Plantation firms merged
Plantation firms merged
The merger of the 26 state plantation companies (PTPs) was finally completed on Monday, almost two years after the firms were to be realigned into nine groups in May, 1994, in the first phase of what the government calls the overall reform of the PTPs. Additional changes made after the grouping resulted in the establishment of 14 PTPs (called PTP Nusantara), instead of nine as originally planned. The changes were made after the ministry decided to separate the PTPs in Central and East Java which produce sugar-- a commodity controlled by the government-- from those which cultivate other crops, and to set up two completely new PTPs in Kalimantan and Riau in the central part of Sumatra.
Minister of Agriculture Sjarifuddin Baharsyah said merging the PTPs was designed to improve management and to strengthen the structure and efficiency of the plantations to enable them to eventually qualify for stock exchange listings.
Sjarifuddin, however, did not state what further reforms will be taken. Hopefully, the government will not consider the merger as the completion of the reform process. The merger should be only one component of the PTP rehabilitation.
Several other factors are more crucial to improving the PTPs' efficiency and competitiveness. The state companies will have to compete against private plantation companies and those in other ASEAN countries, notably Malaysia and Thailand, when the ASEAN free trade area starts in 2003.
The merger will not improve efficiency and competitiveness if the new PTPs are not granted management autonomy with clear-cut performance evaluation and incentive systems, as well as independent supervisors. The new PTPs will not achieve this main reform objective if the ministries of finance and agriculture, and the local administrations continue to intervene in the companies' daily operations.
Hence, further reforms should include the decentralization of the decision-making process in PTPs, and the clarification of the roles of the Ministry of Finance, the Ministry of Agriculture, and the board of commissioners. Of no less importance is relieving PTPs from their conflicting social and commercial tasks -- a main reason the plantations are inefficient.
If PTPs continue to be shackled by several layers of bureaucratic supervision the managers will become inert and complacent.
At present, the management of a PTP is required to deal with external supervisors at the special bureau of state companies at the agriculture ministry and the Directorate General of State- owned Companies at the finance ministry, and the internal board of commissioners. How a PTP manager can concentrate on leading the company while answering to so many different supervisors is beyond comprehension. No wonder the World Bank, local agrobusiness researchers and the association of plantation companies all conclude in recent studies that PTP production costs are between 35% and 50% higher than those of private plantations companies.
It is therefore imperative the managers of the 14 new PTPs be granted full management autonomy. External supervision should be limited to the assessment of the five year corporate working plan, individual annual working programs, and the individual annual reports which have been audited by the Government Audit Agency. Daily supervision need only be done by the board of commissioners.
This reform would relieve PTP management from its bureaucratic chains and enable it to achieve the government's objectives.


● Your objective
Once you find the line that contains "Output each element", transcribe it and each line after it through the end of the listing, exactly as written.
__________
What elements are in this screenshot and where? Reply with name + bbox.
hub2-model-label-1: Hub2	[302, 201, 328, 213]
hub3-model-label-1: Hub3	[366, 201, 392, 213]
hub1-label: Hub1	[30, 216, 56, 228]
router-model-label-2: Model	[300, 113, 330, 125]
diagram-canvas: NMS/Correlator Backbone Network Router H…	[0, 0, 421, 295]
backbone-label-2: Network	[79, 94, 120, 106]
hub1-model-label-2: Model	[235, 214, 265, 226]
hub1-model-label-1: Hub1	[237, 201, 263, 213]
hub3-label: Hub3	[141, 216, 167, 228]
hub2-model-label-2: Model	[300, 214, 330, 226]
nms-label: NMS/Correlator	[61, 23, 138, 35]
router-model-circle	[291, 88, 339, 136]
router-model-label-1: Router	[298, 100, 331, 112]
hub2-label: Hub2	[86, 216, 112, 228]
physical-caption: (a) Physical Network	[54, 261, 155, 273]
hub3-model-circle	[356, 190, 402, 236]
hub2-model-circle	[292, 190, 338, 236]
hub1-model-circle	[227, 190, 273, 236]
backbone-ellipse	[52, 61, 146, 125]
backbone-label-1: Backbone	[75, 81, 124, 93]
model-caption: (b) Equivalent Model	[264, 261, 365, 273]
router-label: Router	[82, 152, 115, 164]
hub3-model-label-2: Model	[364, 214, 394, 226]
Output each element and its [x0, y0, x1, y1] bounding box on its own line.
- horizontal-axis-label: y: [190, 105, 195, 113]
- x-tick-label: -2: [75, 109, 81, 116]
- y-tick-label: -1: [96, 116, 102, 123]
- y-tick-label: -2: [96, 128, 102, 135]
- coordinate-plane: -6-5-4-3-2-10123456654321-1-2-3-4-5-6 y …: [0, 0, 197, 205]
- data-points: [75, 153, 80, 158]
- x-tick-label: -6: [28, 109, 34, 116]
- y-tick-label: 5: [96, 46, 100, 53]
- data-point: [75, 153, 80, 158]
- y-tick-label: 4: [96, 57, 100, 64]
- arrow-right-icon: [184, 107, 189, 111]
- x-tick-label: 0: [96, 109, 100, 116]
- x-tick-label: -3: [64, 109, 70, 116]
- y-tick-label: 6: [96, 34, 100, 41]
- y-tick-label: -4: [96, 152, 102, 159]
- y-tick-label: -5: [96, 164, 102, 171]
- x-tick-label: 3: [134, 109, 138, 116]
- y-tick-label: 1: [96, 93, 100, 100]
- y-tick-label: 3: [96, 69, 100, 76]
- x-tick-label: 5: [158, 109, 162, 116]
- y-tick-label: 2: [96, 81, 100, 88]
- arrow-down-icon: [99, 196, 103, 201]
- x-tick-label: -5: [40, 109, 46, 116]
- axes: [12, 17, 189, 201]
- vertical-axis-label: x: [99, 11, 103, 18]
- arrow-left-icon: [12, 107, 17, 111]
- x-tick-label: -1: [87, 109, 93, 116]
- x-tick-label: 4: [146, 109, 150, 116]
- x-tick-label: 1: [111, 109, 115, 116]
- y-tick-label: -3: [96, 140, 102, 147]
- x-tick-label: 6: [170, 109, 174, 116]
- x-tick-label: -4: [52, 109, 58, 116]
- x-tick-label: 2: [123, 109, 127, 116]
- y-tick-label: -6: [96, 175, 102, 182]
__________
● Your solution
Output each element and its [x0, y0, x1, y1] bounding box on its own line.
- horizontal-axis-label: y: [190, 105, 195, 113]
- x-tick-label: -2: [75, 109, 81, 116]
- y-tick-label: -1: [96, 116, 102, 123]
- y-tick-label: -2: [96, 128, 102, 135]
- coordinate-plane: -6-5-4-3-2-10123456654321-1-2-3-4-5-6 y …: [0, 0, 197, 205]
- data-points: [75, 153, 80, 158]
- x-tick-label: -6: [28, 109, 34, 116]
- y-tick-label: 5: [96, 46, 100, 53]
- data-point: [75, 153, 80, 158]
- y-tick-label: 4: [96, 57, 100, 64]
- arrow-right-icon: [184, 107, 189, 111]
- x-tick-label: 0: [96, 109, 100, 116]
- x-tick-label: -3: [64, 109, 70, 116]
- y-tick-label: 6: [96, 34, 100, 41]
- y-tick-label: -4: [96, 152, 102, 159]
- y-tick-label: -5: [96, 164, 102, 171]
- x-tick-label: 3: [134, 109, 138, 116]
- y-tick-label: 1: [96, 93, 100, 100]
- y-tick-label: 3: [96, 69, 100, 76]
- x-tick-label: 5: [158, 109, 162, 116]
- y-tick-label: 2: [96, 81, 100, 88]
- arrow-down-icon: [99, 196, 103, 201]
- x-tick-label: -5: [40, 109, 46, 116]
- axes: [12, 17, 189, 201]
- vertical-axis-label: x: [99, 11, 103, 18]
- arrow-left-icon: [12, 107, 17, 111]
- x-tick-label: -1: [87, 109, 93, 116]
- x-tick-label: 4: [146, 109, 150, 116]
- x-tick-label: 1: [111, 109, 115, 116]
- y-tick-label: -3: [96, 140, 102, 147]
- x-tick-label: 6: [170, 109, 174, 116]
- x-tick-label: -4: [52, 109, 58, 116]
- x-tick-label: 2: [123, 109, 127, 116]
- y-tick-label: -6: [96, 175, 102, 182]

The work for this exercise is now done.